If you read The Mediterranean Diet: What Is It? Pt 1 and enjoyed it, keep reading part 2 to explore more of the remarkable diet plan.
A conventional Mediterranean diet has been revealed to have significant health advantages. But how can you follow it if you live nowhere near a Greek island?
We’re always being told a conventional Mediterranean-style diet is an incredibly healthy way to eat.
Recent studies have actually revealed this consuming pattern can minimize your risk of dementia and reverse signs of anxiety and stress.
Along with its tested advantages in preventing cardiac arrest and promoting a longer life generally, it has particularly been shown to assist to ward off diabetes as well as bowel and prostate cancers.
But embracing a really Mediterranean approach to eating, specifically one which stems from the island of Crete in Greece is not as easy as lots of cookbooks would have us believe.
While a lot of dishes are promoted as Mediterranean, they aren’t necessarily the ones research study has shown to be so good for us, says Catherine Itsiopoulos, a conference speaker from La Trobe University in Melbourne. In fact in most cases they’re not, she states.
That’s since cookbooks have the tendency to focus on joyful foods and desserts from the area, says the head of School of Allied Health and Teacher of Nutrition at La Trobe University, who is a professional on the Mediterranean diet.
“When people think of the Mediterranean diet, they always think of the souvlaki and the yiros and all the other meat dishes,” she states.
However the diet plan, made famous by the ground-breaking health research studies dating back to the 1960s, was a peasant-style diet that was made up of fresh food and mostly vegetarian dishes, she states.
The 10 rules
Professor Itsiopoulos, Associate Professor and Keynote Speaker at the University of Melbourne, has actually established “10 rules” of the Mediterranean diet which can assist you get a handle on exactly what it involves.
The rules are:
- Use extra virgin olive oil as the main included fat (go for around 60 mls/ day).
- Eat vegetables with every meal (consisting of 100g of leafy greens and 100g of tomatoes, and 200g of other vegetables/day).
- Include a minimum of 2 vegetarian meals (250g serve) weekly.
- Eat at least 2 portions of fish (150-200g serves) weekly and include oily fish: for example Atlantic and Australian salmon, blue-eye trevalla, blue mackerel, gemfish, canned sardines, and canned salmon.
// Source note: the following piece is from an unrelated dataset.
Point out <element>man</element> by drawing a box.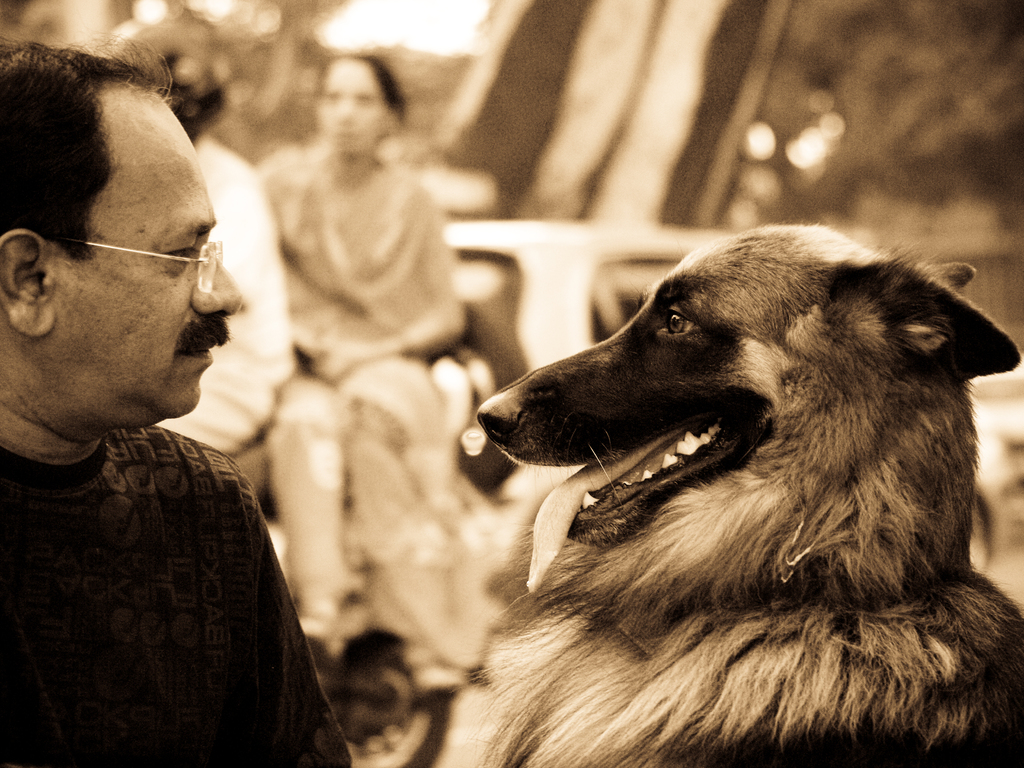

Canned tuna is not as high in the crucial fish oil omega-3, however still a good choice to include in your fish serves.
- Consume smaller portions of meat (beef, lamb, pork and chicken) and less frequently (no greater than once or twice a week).
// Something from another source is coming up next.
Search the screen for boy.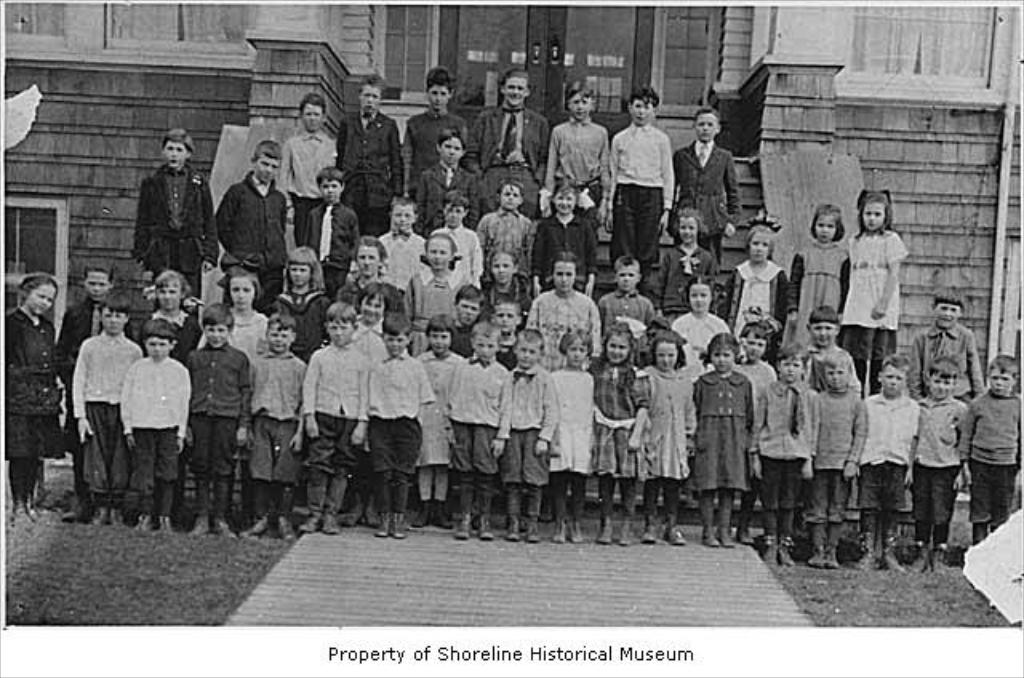
Found at pyautogui.locateOnScreen(373, 195, 427, 291).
- Eat fresh fruit every day and dried fruit and nuts as snacks or dessert.
- Consume yoghurt every day (about 200g) and cheese in small amounts (about 30 to 40 grams daily).
- Eat wholegrain breads and cereals with meals (aim for 3-4 slices of bread each day).
- Take in wine in small amounts (one drink a day, which is about 100 mls), always with meals and do not get drunk. Attempt and have a couple of alcohol-free days a week.
- Have sugary foods or sweet drinks for unique events only.
She says these rules can also be applied to other type of foods and prepared meals. Along with researching the diet, she has actually written a cookbook based upon the meals she has used in her research study.
A healthy alternative
Professor Itsiopoulos confesses the eating style is quite different to what most Australians eat. But her experience in introducing the diet plan to amateurs has been positive.
One study included feeding traditional dishes, prepared by her team, to Australians who had type 2 Diabetes. Some took pleasure in the experience so much that they wanted the recipes at the end of the research study. “We had middle-aged people of Anglo-Celtic origin who’d never eaten eggplant in their life and they ate this dish and said it was their favourite,” she says.
Surprisingly, while the people in the study were not limited in the volume of food they ate– they were told to consume till they were full– they didn’t gain weight. They also reported “a very positive change in wellbeing, in mood and in the levels of energy they had”
That concludes our segment on the ‘Mediterranean Diet’, remember to take what you read on social media and in cookbooks with a grain of salt as they are trying to sell something to you and what they say might not help you lose weight. Be sure to stick to the 10 commandments and you’ll see the weight drop!